Selected Readings

Selected Readings

Part 1 of Bishara's three-part series on how foreign journalism about Palestinians informs their sense of themselves.

A magazine by young Palestinian refugees sharing their stories and their perspectives.

Part 3 of Bishara's three-part series on how foreign journalism about Palestinians informs their sense of themselves.

Margaret Poloma recommended to Krista that she read historian Mel Robeck's "readable and very good" entry on Sister Aimee's life and acts — a concise couple of pages well worth your time.

Rendering of the Pentecost

When the day of Pentecost had come, they were all together in one place. And suddenly from heaven there came a sound like the rush of a violent wind, and it filled the entire house where they were sitting.
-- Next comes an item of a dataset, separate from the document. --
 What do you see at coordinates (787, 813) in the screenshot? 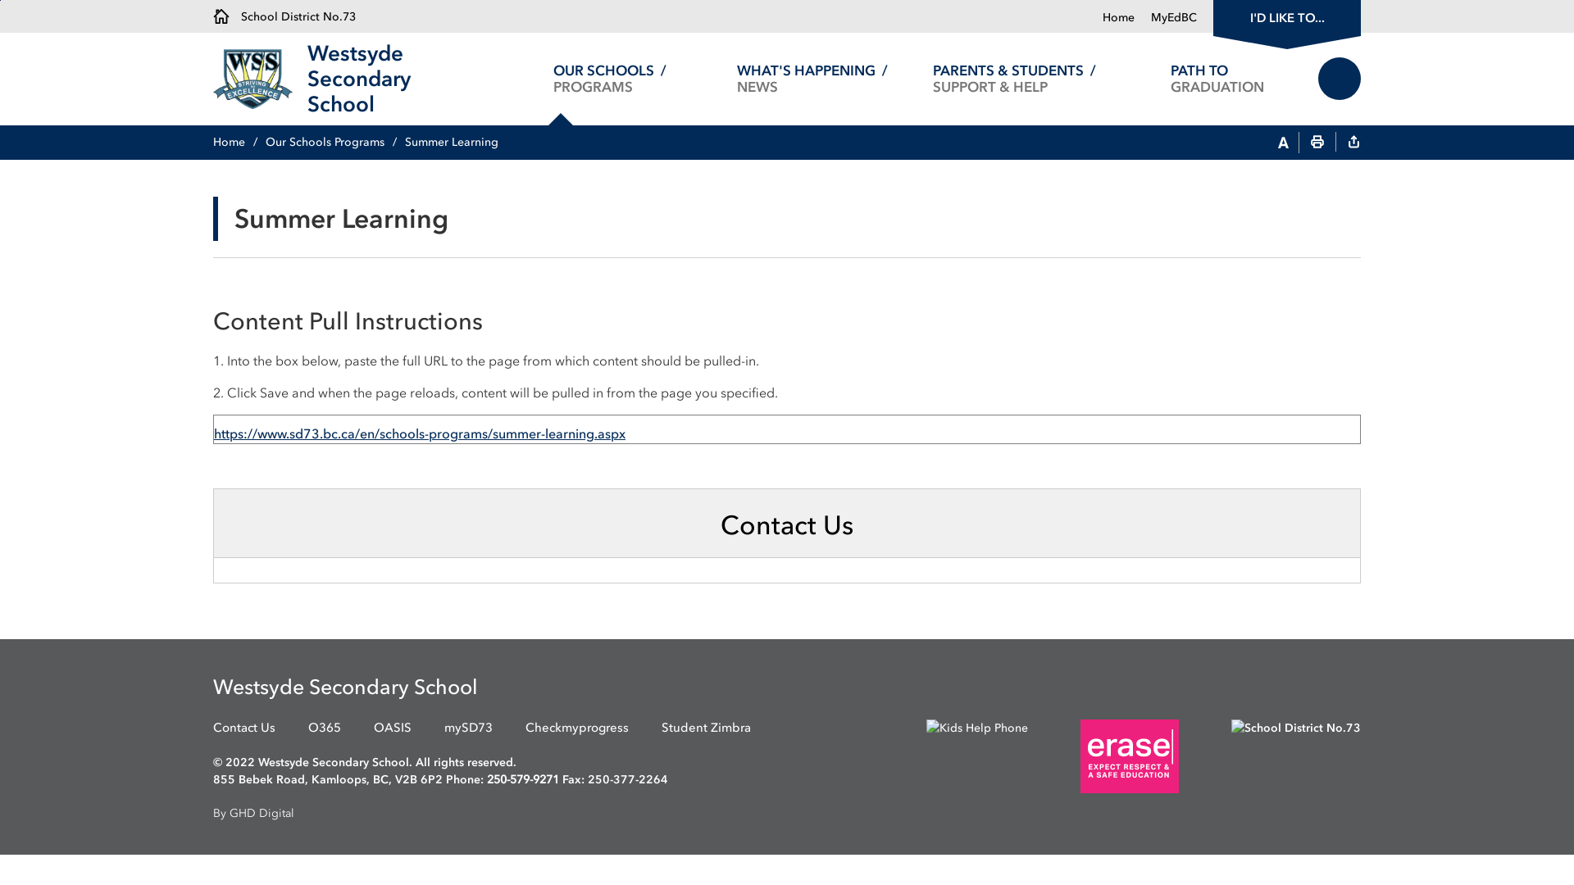
I see `By GHD Digital` at bounding box center [787, 813].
Divided tongues, as of fire, appeared among them, and a tongue rested on each of them. All of them were filled with the Holy Spirit and began to speak in other languages, as the Spirit gave them ability.

Kate Braestrup's chaplaincy includes both service to the game wardens of Maine's parks and forests and to the victims and families of search-and-rescue missions. In this excerpt from her memoir, Here If You Need Me, Kate Braestrup reflects on her relationship to the game wardens she works closely with, and how ministry with them ranges from responding to their emotional needs following critical incidents to simply being a companion in their daily work.

Restaurateur and slow-food advocate Alice Waters describes her experience of a bouillabase in France and how it influenced her shopping habits and seafood selection on the menu.

by Vigen Guroian

All summer a leafed canopy kept out the sun and left the path safe and secluded. It is the kind of place where children might play hide-and-seek, or Adam and Eve conceal themselves from God. On this day, however, I, in my middle years, all soiled and weary, ambled down it, playing a timeless gardener's game, imagining what beauty there might be in spring when the flowers bloomed. As I reached the bottom, it was as if I had entered a house of light. The walls were not solid, and the powder-blue sky was its dome. But the temple was tangible, nonetheless, in sheer luminescence; and Hungry Run flowed through it like a silver thread.

by Vigen Guroian

"Lilies and hyacinths signify the resurrection, and I can understand why. But I have a pair of turtles that plant themselves in my garden each fall like two gigantic seeds and rise on Easter with earthen crowns upon their humbled heads."

by Vigen Guroian
Two characters of modern literature in whom one finds a radical disjunction of agape and eros are Flannery O'Connor's Rayber in The Violent Bear It Away and Fyodor Dostoevsky's Ivan Karamazov. Both suffer from similar spiritual maladies. Both are haunted by a yearning for a transfigured world against which their reason rebels.